Part curious history and part quirky parable, Groff's ode to her hometown is anything but overwrought. Her charming prose and thick, overlapping plotlines weave an engaging history of Templeton.
Twentysomething Wilhelmina wanders home to regroup from a failed relationship and its resulting pregnancy, surprised and saddened to find the enormous corpse of the town's monster being craned out of the lake. Adding to her worries, Willie's mother admits to purposefully bumbling the facts of her parentage, tasking Willie with an ancestral scavenger hunt through the centuries of the historical flotsam her forebears, the town's founding family, donated to the local museum.
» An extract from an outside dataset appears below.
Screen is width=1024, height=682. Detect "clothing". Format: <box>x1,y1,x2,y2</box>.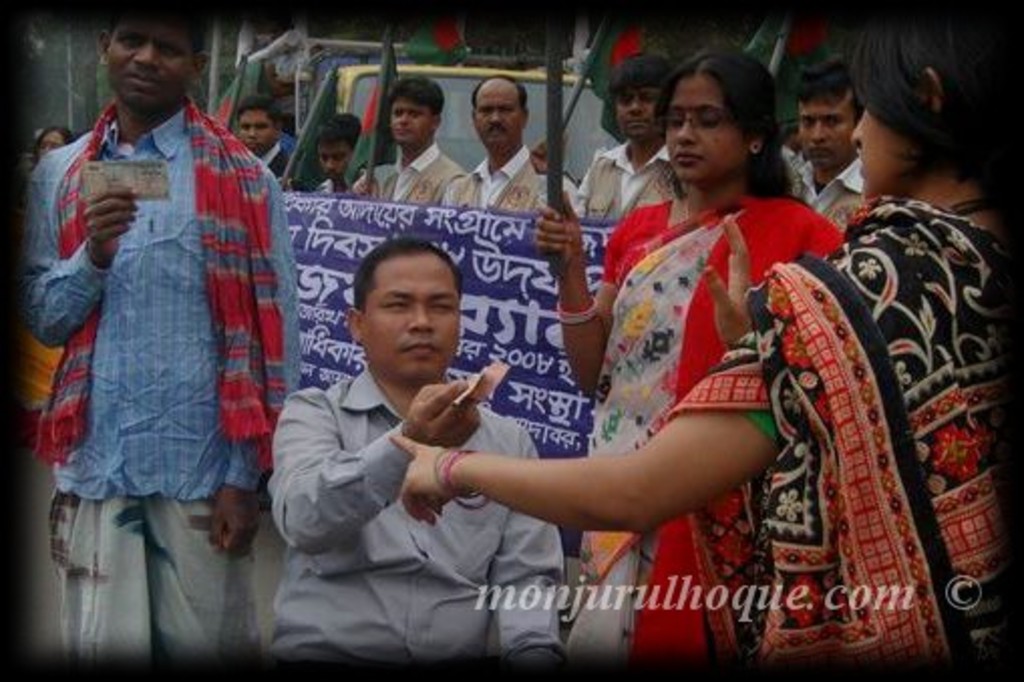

Willie's sleuthing changes her ancestry with shocking regularity, drawing a creative, often vicious, backstory. She has only eight weeks to discover the identity of her father, someone her mother admits still lives there in town, someone she probably knows.
An admirably juggled mix of narrative, letters, folklore, and gossip, alongside Willie's mounting personal concerns, warm the tale of a young woman's search for belonging, her drive to find the weight of attachment that accompanies family. Something even the monster knows about.
From the monster whose pale corpse floats atop the lake to the slew of repurposed Cooper characters that pop up delightfully throughout, Groff directs a lively cast with a ringmaster's flair. As surreal and unexpected a story as your grandparents might have made up at bedtime, Groff's concoction is oddly comforting, radiating warmth and density suffused with pure imagination.